Juba II was the monarch of a North African kingdom known as Mauretania, comprising most of modern Morocco and western Algeria. After Emperor Caligula murdered his son in A.D. 39, the Romans invaded Mauretania to seize his golden fortune. But they never found it. Nearly 2,000 years later, a buried treasure surrounded by Roman-era artifacts came to light in the American Midwest. Could this apparently ancient trove have been the lost exchequer of King Juba, concealed nearly fifteen centuries before Columbus landed on America continent?
In the extreme northeast corner of Richland County, in southern Illinois, bends an elbow of the River Embarras, branching from its bigger sister, the Wabash. An infrequently visited site, certainly unknown outside its immediate vicinity, was hardly more than a hole in the ground. But the opening, about ten feet wide and eight feet from ceiling to roof, was large enough for infrequent local visitors to stoop through a kind of natural corridor running about 15 feet into the side of a hill perhaps three-quarters of a mile from the south bank of the Embarras.
On April 2, 1982, a 47-year-old “caver” entered its dark recesses outfitted with flashlight, pick-hammer and knapsack. Nineteen years later, Russell Burrows publicly presented a detailed description of the events of April 2 before an international archaeology conference in the Vienna Art Center, Austria. “The cave itself is 535 feet deep to its terminal breakdown,” he said. The down-angle is six degrees. The artifacts which he recovered were located in the silt on the most part. However, some were recovered from niches and shelves along the walls. Also to be seen are lamps cut out of knobs of rock on the walls. There are several of these lamps, since they seem to be positioned every fifteen or twenty feet. The area above these lamps is blackened by smoke from the lamps, which most likely burned animal fat or oil of some kind.
To know more about San jose movers, check San Jose movers - Local Yahoo.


> **TASK ITEM**:
Since pictures are not wanted, repeat only the text of the records, word for word.

> **SUPPLIED MATERIAL**:
>>

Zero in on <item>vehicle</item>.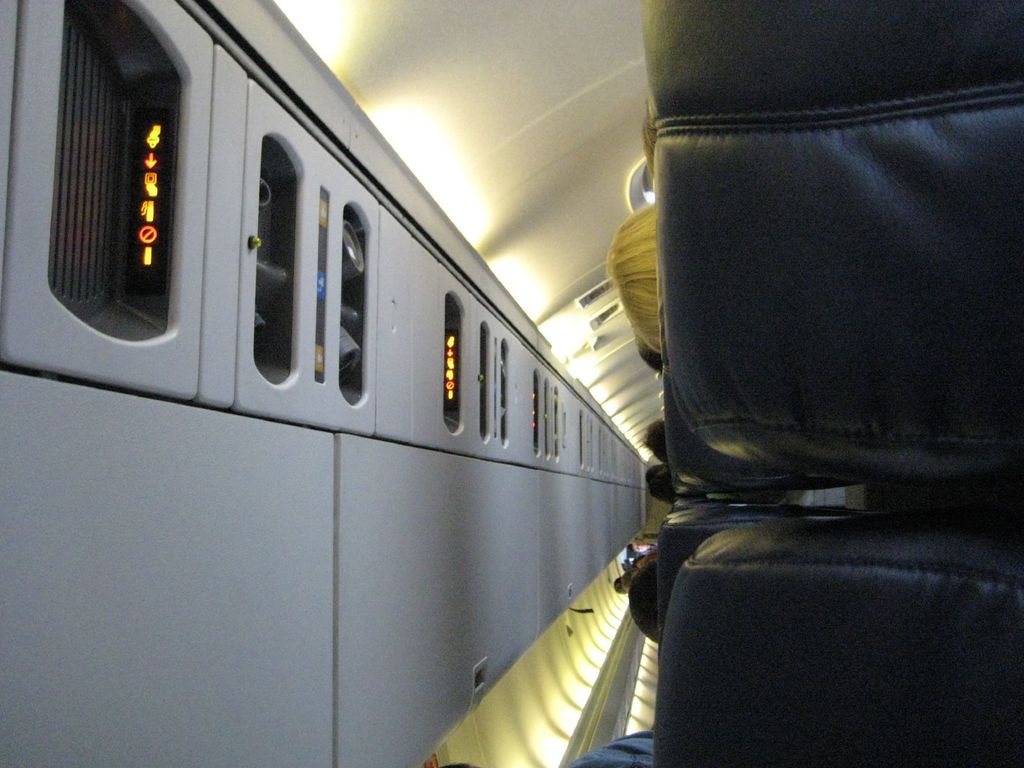
Zeroed in: rect(0, 0, 1023, 767).
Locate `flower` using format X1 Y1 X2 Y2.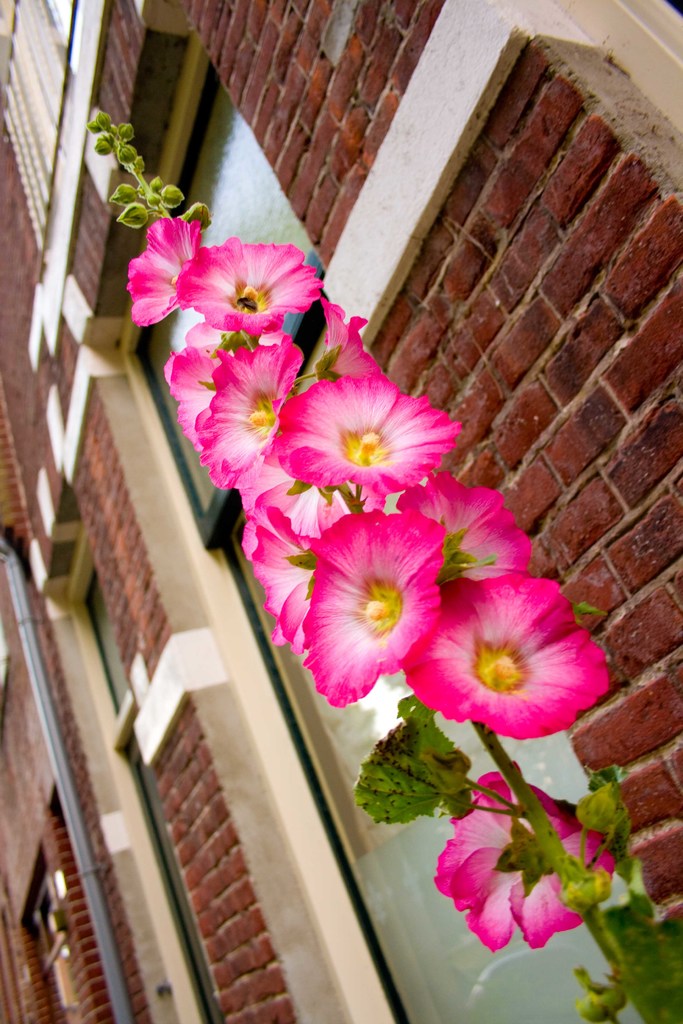
383 467 537 584.
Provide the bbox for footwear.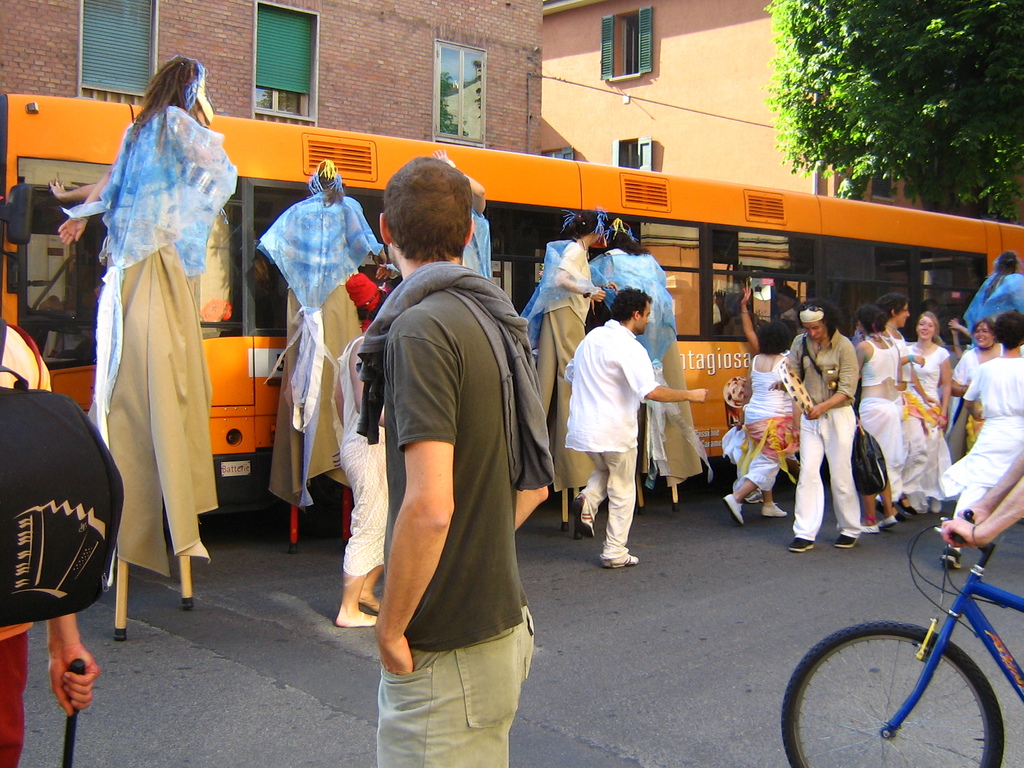
pyautogui.locateOnScreen(764, 500, 788, 518).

<<

> **RESULT FOR THIS TASK**:
Zero in on <item>vehicle</item>.
Zeroed in: rect(0, 0, 1023, 767).
Locate `flower` using format X1 Y1 X2 Y2.
383 467 537 584.
Provide the bbox for footwear.
pyautogui.locateOnScreen(764, 500, 788, 518).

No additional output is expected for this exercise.